Without spoiling the key plot point of the film, the rival drug gang comes looking for Tito once he vanishes. This introduces a trio of underwhelming villains, led by Mackers (Packy Lee), a soft-spoken British bloke with a foppishly shaped goatee. One of the biggest problems with the movies the main conflict is that the arch-enemy is far too weak and nonthreatening to pose a frightful to viewers. Then again, this may be deliberate as it becomes clearer throughout the story that Sarah’s inner-tumult and psychological stress of grieving her dead husband while attempting to provide for her young children are foes far more formidable than her external threats. In fact, it’s the inner-strength she summons battling the former that emboldens her to physically challenge the latter. I like that distinction a great deal, as it gives the trampled modern-day revenge template a slightly new wrinkle. Here’s a woman whose bedraggled everyday existence is far more difficult than being physically accosted.
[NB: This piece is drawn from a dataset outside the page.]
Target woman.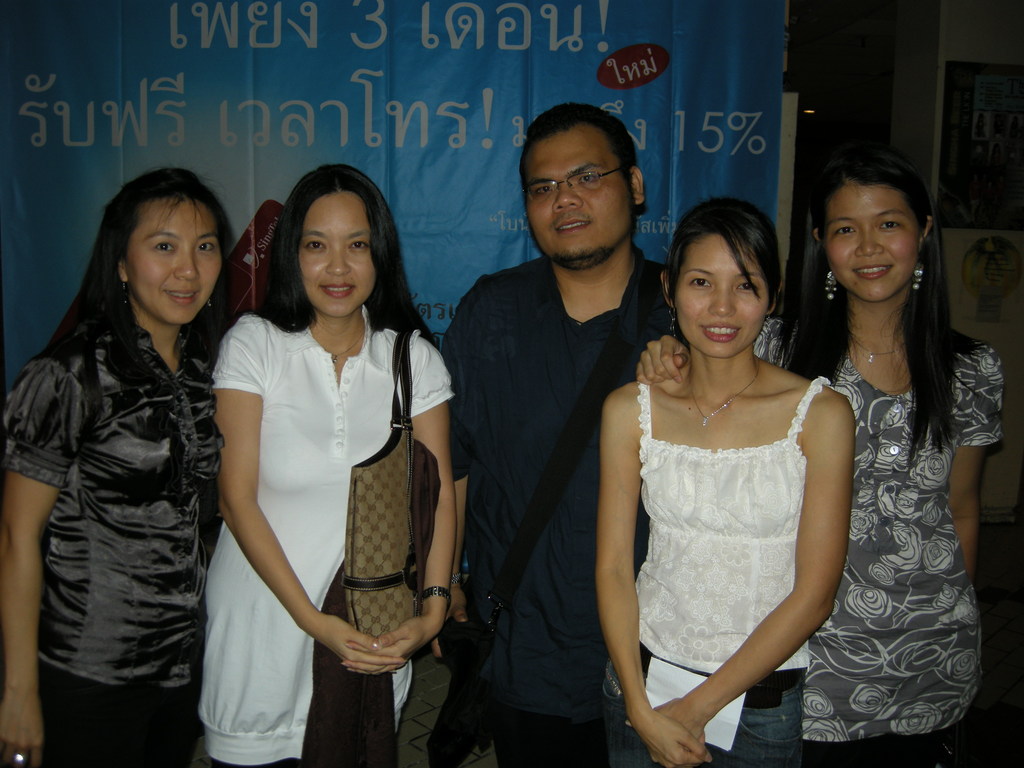
Target region: l=202, t=169, r=451, b=767.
Once Mackers hears Ben utter the name Tito in a coincidental encounter, he sics his goons on Sarah with the intent to recoup their merchandise. Aside from one truly grisly and gut-wrenching scene of abject carnage, what really elicits our empathy for Sarah is the granularity of her home life. Writer Ronan Blaney (LOVE BITE, DON’T GO) does a splendid job of implanting daily activities that serve to shade Sarah’s character, but also function as key plot elements later in the film. Throughout the story, we see Sarah come up short at the cash register while shopping, stomach verbal abuse from a security manager, clean up old beer cans left by Tito in her flat, teach her kids how to eat Spaghetti, steal batteries from Ben’s toys for her unworkable vibrator, live under the disapproving scowl of her stuffy mother Alice (Jane Brennan), etc. The minute details of Sarah’s quotidian routine make it impossible to not relate to her and wonder with great interest in how she’ll navigate her out of this dire situation alive and well. And Bolger never hits a false note. By the time Sarah dolls herself up under a mound of makeup to cover the baggy bruises beneath her eyes and hits the nightclub for a much-deserved night out, a palpable sense of sinking sadness and uplifting celebration registers in equal measure.
Again, for a small-budgeted movie filmed in just 16 days, A GOOD WOMAN IS HARD TO FIND is quite an achievement. Anchored by a superb starring turn from Sarah Bolger, whose radiant talent is finally matched by a well-written film script (she’s had better luck on the small screen), Abner Pastoll’s new film is far better than most movies made in such a short time span. Under normal circumstances, the film would likely earn a solid 7/10 rating. But given the truncated filming schedule and impressive results, the extra credit is certainly warranted.